According to RFC1034, CNAMES cannot reference multiple canonical hosts in the RDATA section. In other words, you can’t have the CNAME “www.domain.com” alias (or resolve to) “www1.domain.com” and “www2.domain.com”.
This sucks because you may want to use DNS for round-robin (RR) load-balancing across CNAME records much like you would for A records. The good news is that Route53 supports “Weighted Sets” which allow you to do round-robin-eque load balancing between multiple CNAMEs. For example, you might want to distribute your load evenly between multiple AWS regions like us-west-1 and us-west-2 that each contain an Elastic Load Balancer (ELB).
The other possibility is you cannot use an ELB because a particular service is private. Remember, services behind an ELB are internet accessible from 0.0.0.0/0; ELBs themselves cannot be controlled by security groups. Using A records, one can do DNS-RR to either the public or private IP address on an instance, but not both (it just wouldn’t make sense). The drawback here is that you cannot use the same hostname for services that are inside Ec2 as services that are outside of Ec2. If instead, you use a Weighted-Set with a short TTL (e.g. 10 seconds), you can create a CNAME that points to the CNAMEs of each of the EC2 instances. Because the CNAME points to another CNAME, when it’s resolved inside of EC2 a private ip address is returned; conversely when it’s resolved from outside of EC2 a public IP address is returned.
The reason it’s important to return either a public or private IP address is due to the way EC2 security groups work. When an ingress rule is granted from a particular security group (e.g. allow “Group A” to access “Group B”), it only applies to the private IP addresses of instances in “Group A”. This means that when instances in “Group A” need to access instances in “Group B”, they should use the private IP address of instances in “Group B”. Using the CNAME of an EC2 instance ensures you’re always connecting to the most appropriate IP address whether your inside or outside of EC2.
Route53 DNS Round-Robin CNAMEs with Weighted Sets
According to RFC1034, CNAMES cannot reference multiple canonical hosts in the RDATA section. In other words, you can’t have the CNAME “www.domain.com” alias (or resolve to) “www1.domain.com” and “www2.domain.com”.
This sucks because you may want to use DNS for round-robin (RR) load-balancing across CNAME records much like you would for A records. The good news is that Route53 supports “Weighted Sets” which allow you to do round-robin-eque load balancing between multiple CNAMEs. For example, you might want to distribute your load evenly between multiple AWS regions like us-west-1 and us-west-2 that each contain an Elastic Load Balancer (ELB).
The other possibility is you cannot use an ELB because a particular service is private. Remember, services behind an ELB are internet accessible from 0.0.0.0/0; ELBs themselves cannot be controlled by security groups. Using A records, one can do DNS-RR to either the public or private IP address on an instance, but not both (it just wouldn’t make sense). The drawback here is that you cannot use the same hostname for services that are inside Ec2 as services that are outside of Ec2. If instead, you use a Weighted-Set with a short TTL (e.g. 10 seconds), you can create a CNAME that points to the CNAMEs of each of the EC2 instances. Because the CNAME points to another CNAME, when it’s resolved inside of EC2 a private ip address is returned; conversely when it’s resolved from outside of EC2 a public IP address is returned.
The reason it’s important to return either a public or private IP address is due to the way EC2 security groups work. When an ingress rule is granted from a particular security group (e.g. allow “Group A” to access “Group B”), it only applies to the private IP addresses of instances in “Group A”. This means that when instances in “Group A” need to access instances in “Group B”, they should use the private IP address of instances in “Group B”. Using the CNAME of an EC2 instance ensures you’re always connecting to the most appropriate IP address whether your inside or outside of EC2.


### Exercise description
Would you restate every entry below word for word? Leave out the pictures.

[Figure dataset records]
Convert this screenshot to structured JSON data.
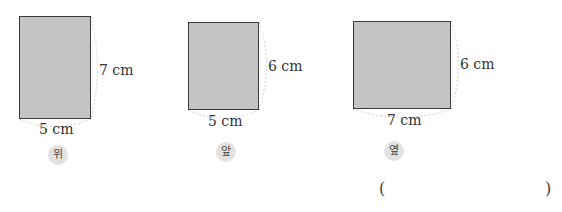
{
  "figures": [
    {
      "view_label": "위",
      "width_label": "5 cm",
      "height_label": "7 cm"
    },
    {
      "view_label": "앞",
      "width_label": "5 cm",
      "height_label": "6 cm"
    },
    {
      "view_label": "옆",
      "width_label": "7 cm",
      "height_label": "6 cm"
    }
  ],
  "answer": {
    "open": "(",
    "close": ")",
    "value": ""
  },
  "colors": {
    "fill": "#c4c4c4",
    "border": "#3a3a3a",
    "badge": "#e2e2e2",
    "dash": "#cccccc"
  }
}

### Finished exercise
Convert this screenshot to structured JSON data.
{
  "figures": [
    {
      "view_label": "위",
      "width_label": "5 cm",
      "height_label": "7 cm"
    },
    {
      "view_label": "앞",
      "width_label": "5 cm",
      "height_label": "6 cm"
    },
    {
      "view_label": "옆",
      "width_label": "7 cm",
      "height_label": "6 cm"
    }
  ],
  "answer": {
    "open": "(",
    "close": ")",
    "value": ""
  },
  "colors": {
    "fill": "#c4c4c4",
    "border": "#3a3a3a",
    "badge": "#e2e2e2",
    "dash": "#cccccc"
  }
}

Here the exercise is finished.